Perhaps most emblematic of this ambiguity of being-in-the-world is human embodiment. Maurice Merleau-Pontys phenomenology centrally figures embodiment and recognizes that all bodies are not exactly and entirely alike. Each bodys positioning in the world reflects the bodys differences. In other words, the phenomenological framework heeds not only the role of the body in general but its particularities. For after all, because of the differences of the body, each individual occupies a unique position in the world that facilitates a unique perspective of the world. The uniqueness of each perspective has its benefits and drawbacks. Because of the differences of the body, each subject possesses her own unique blind spot; the subject cannot possess full self-consciousness of the situations of her own body at any moment.
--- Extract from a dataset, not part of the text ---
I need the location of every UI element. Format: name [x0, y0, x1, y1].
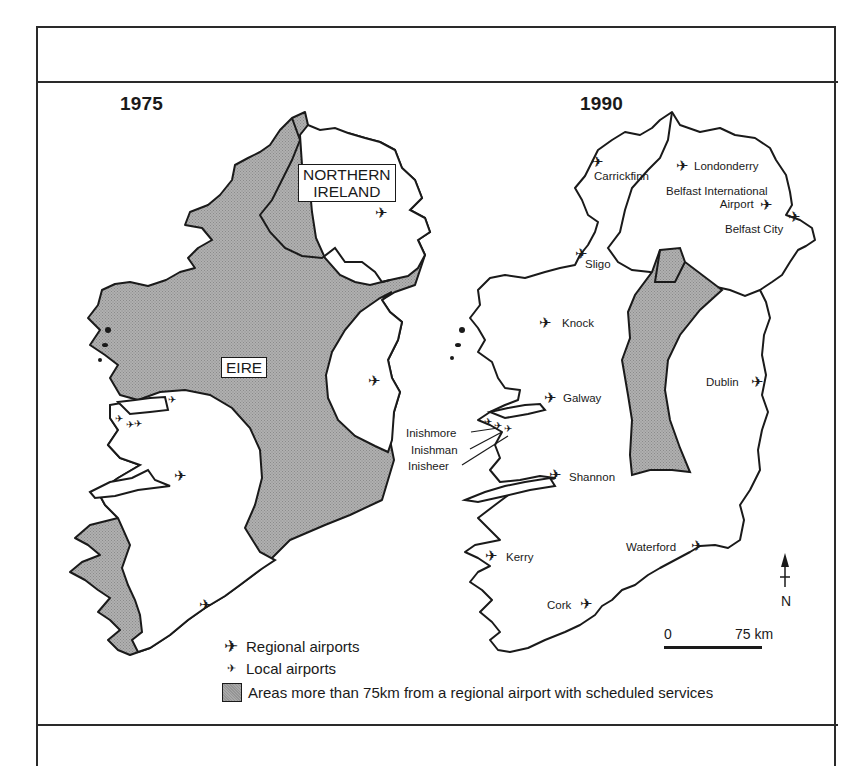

Phenomenology is not simply a descriptive enterprise but also an ontological enterprise. The conundrum or miracle that phenomenological analysis understands is that, in our situatedness as beings in the world, we nevertheless acquire transcendental ideas and ontological truth. Building on Merleau-Pontys idea of a hyper-dialectic, Francoise Dastur describes a hyper-reflection; she writes, hyper-reflection discovers in the problem of the double genesis of world and reflection, of being and thoughtand not solely the problem of the correlation of thought and the existing object. This double genesis of being and thought describes the endeavor toward the truth of ontology, when both ideas and the world escape epistemic certainty. Without the certitude of either thought and the world, and with any change in one affecting the other, epistemic endeavors have ontological consequences. On the one hand, this hyper-dialectic condition can clearly frustrate. But on the other hand, the possibilities of this ontology can inspire new thinking. This hyper-dialectic condition demonstrates how phenomenological descriptions of the situated and ambiguous embodied experience of race at the same time have ontologic consequences.